LuckyNate said:
... 2 masses of 1kg each are touching in open space...how far apart will i have to pull them before they stop attracting due to gravitation and begin moving apart due to dark energy? will there be a distance at which the 2 forces (gravitation and dark energy) are totally balanced? if so what is that distance?
I understand "open" space to mean not just outside our galaxy, and our local cluster of galaxies, but also outside any supercluster of galaxies. And DISTANCE can be the technical measure used in stating Hubble law expansion. What you would measure at this given moment if you could freeze the expansion process to give yourself time to measure it, say by radar or a pulse of light. This freeze frame distance is called "proper distance".
Different people use different values of the Hubble expansion rate, I'm used to 71 km/s per Mpc and I see other people sometimes say 74, and others say 70. Let's use 71. It says that if you put two CMB stationary observers one Megaparsec apart proper distance, then the proper distance between them will be increasing at 71 km/s.
The upshot I think is that a pair of kilogram balls each placed at CMB rest 400,000 km apart would continue indefinitely to get farther apart. Hopefully someone else will check my arithmetic, which I put in a separate thread.
https://www.physicsforums.com/showthread.php?t=566059
According to a parallel calculation, 300,000 km would not be far enough. It is not a realistic thought experiment because CMB rest cannot be determined with sufficient precision. Even if you could travel out into open space to position the balls.
I didn't reply to your question exactly as posed:
I'd urge that you should correct any misconceptions in the question itself. Standard mainstream cosmo does not attribute the expansion to the "dark energy" effect. What we observe is expansion of distances and a very very slight acceleration of that.
The acceleration is interesting and has the cosmologists all excited, but the the main pattern of expansion started for some other reason way long ago NOT because of the "dark energy effect" that they measure and talk about nowadays. The expansion of distance is governed by the 1915 Einstein eqn and once the pattern gets started it tends to continue without any "force".
So don't think of expansion as exerting a "force" that is somehow going to be "balanced" by the attraction between the two metal balls. the expansion of distances (between CMB stationary observers) is just a given---a feature of the universe's geometry.

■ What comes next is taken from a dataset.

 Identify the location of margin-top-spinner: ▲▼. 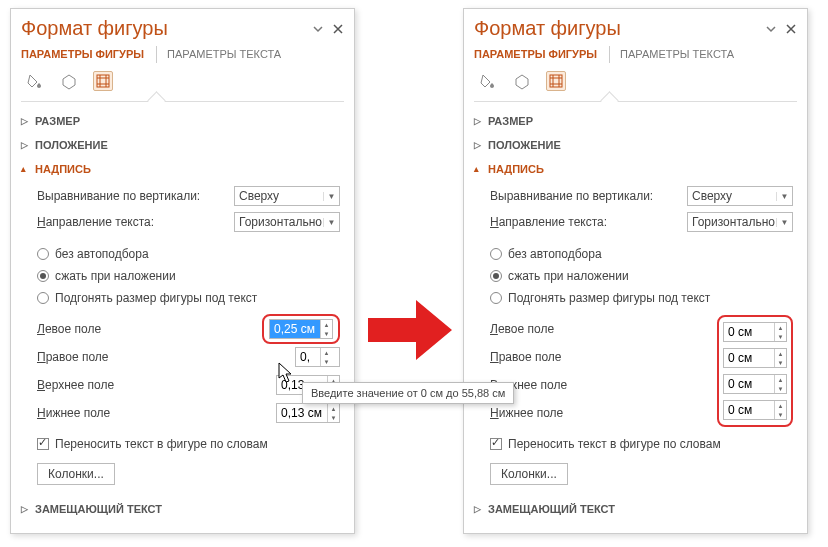
(755, 384).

It would be there essentially the same if you could magically turn "dark energy" off, that is, turn the very slight acceleration off.

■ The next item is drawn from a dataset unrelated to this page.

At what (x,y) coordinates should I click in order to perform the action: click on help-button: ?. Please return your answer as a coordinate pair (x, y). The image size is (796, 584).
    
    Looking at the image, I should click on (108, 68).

For over half of the history of the U, the expansion has in fact NOT been accelerating. It has been slowing. The "dark energy" effect has been negligible. Here's a modified version of the question.
... 2 masses of 1kg each are touching in open space...how far apart will i have to place them so they will continue indefinitely moving apart due to
the pattern of Hubble-law expansion, and not eventually start falling towards each other? Would there be a
stable distance, and if so what is that distance?
I think the natural question to ask is at what distance do you get ordinary expansion exceeding the ESCAPE VELOCITY. In that case the balls would continue to get farther apart forever and never start falling towards each other. I did a very rough ad hoc calculation to get a handle on what distance would be required.
300,000 km is not enough. At that distance, starting from CMB rest the balls begin by getting further apart but eventually start falling towards each other. So no separation smaller than that could be stable. At any greater initial separation they always start by moving farther apart---so starting at CMB rest there is no initial placement distance that will not change.